At UW, Professor Schwartz’s laboratory is developing new single molecule platforms for whole genome analysis, through the concerted understanding and exploitation of novel polymer effects within confined geometries. These new findings are embraced within an integrated high-throughput environment to address important biological questions regarding basic genomic structural, and functional issues in normal and cancer genomes, as well as addressing the need for the high-resolution analysis of populations to foster effective association studies.

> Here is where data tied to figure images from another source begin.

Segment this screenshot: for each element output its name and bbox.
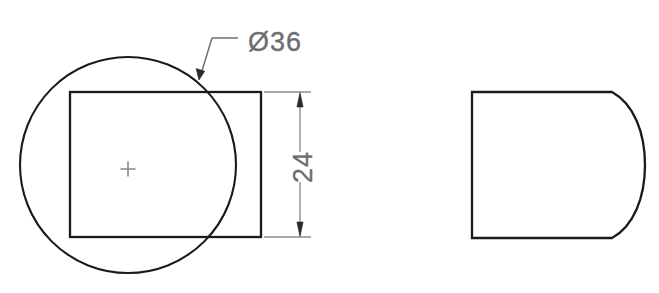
center-mark-icon	[121, 162, 136, 177]
drawing-canvas: Ø36 24	[0, 0, 659, 293]
dimension-arrowhead-bottom-icon	[297, 222, 303, 237]
height-dimension: 24	[264, 92, 318, 237]
diameter-label: Ø36	[248, 27, 302, 57]
technical-drawing-svg: Ø36 24	[0, 0, 659, 293]
height-label: 24	[288, 151, 318, 183]
front-view	[20, 57, 261, 273]
d-profile-outline	[472, 92, 645, 238]
square-outline	[70, 92, 261, 237]
dimension-arrowhead-top-icon	[297, 93, 303, 108]
side-view	[472, 92, 645, 238]
diameter-callout: Ø36	[196, 27, 302, 80]
leader-line	[201, 38, 212, 74]
leader-arrowhead-icon	[196, 69, 204, 80]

2004 Sixth Annual Beckman Scholars Symposium
Arnold and Mabel Beckman Foundation

"The New Biology: Single Molecule Systems, Whole genomes"

David C. Schwartz, Ph.D.
Kellett Professor of Genetics and Chemistry
Director, Genomic Sciences Training Program
University of Wisconsin, Madison

Single molecule approaches are enabling researchers to understand mechanistic details and events that commonly evade traditional means that employ bulk analysis techniques, which obscure valuable distributions. With some notable exceptions, the single molecule approaches currently in use are quite toilsome and very low throughput. Given the modern requirements for large and complex datasets, a critical need for high-throughput single molecule approaches has emerged within the biological community. This need has emerged due to the recent appreciation of what large, complex datasets offer, when optimally interfaced with powerful analysis and experimental systems. In this regard, high-throughput, single molecule systems provide the necessary platform for whole genome analysis that is applicable to a broad range of biological problems. High-resolution, whole genome analysis has been gaining favor because we now have the means to grapple with the complexities of “real” biological systems, both locally and in terms of meaningful populations.

In this talk, I plan to present our single molecule platforms, and their application to a broad range of biological problems, both current and future.


Professor Schwartz has been working in the field of genomic analysis since 1975, when he was an undergraduate at Hampshire College in Amherst Massachusetts. During his senior year, he worked in a Harvard University laboratory using viscoelastic measurements to determine the sizes of a series of eukaryotic genomes. There, he conceived a radical approach for the electrophoretic separation of very large DNA molecules, which at the time was poorly received. After starting graduate school at University of California-San Diego, under the mentorship of Professor Bruno Zimm, he was able to further develop this concept. A transfer to Columbia University, under the mentorship of Professor Charles Cantor, enabled the creation of Pulsed Field Gel Electrophoresis, and a series of publications, which help to establish the basis for the recently completed Human Genome Initiative. Upon graduation from Columbia University (Dept. of Chemistry), Professor Schwartz became the first Staff Associate at The Carnegie Institution of Washington, Dept. of Embryology, who did not have prior post-doctoral experience. There he pioneered single molecule techniques to study DNA polymer dynamics during electrophoresis. In 1989, he was appointed as an Assistant Professor of Chemistry and Biochemistry at New York University, New York, and was later given an adjunct appointment in the Computer Science Department (Courant Institute for the Mathematical Sciences). At New York University, he developed the Optical Mapping System, which is the first practical single molecule approach for whole genome analysis. In 1999, Professor Schwartz, moved his laboratory to the University of Wisconsin-Madison, where he was made a Full Professor in the departments of Genetics, Chemistry, and the UW Biotechnology Center.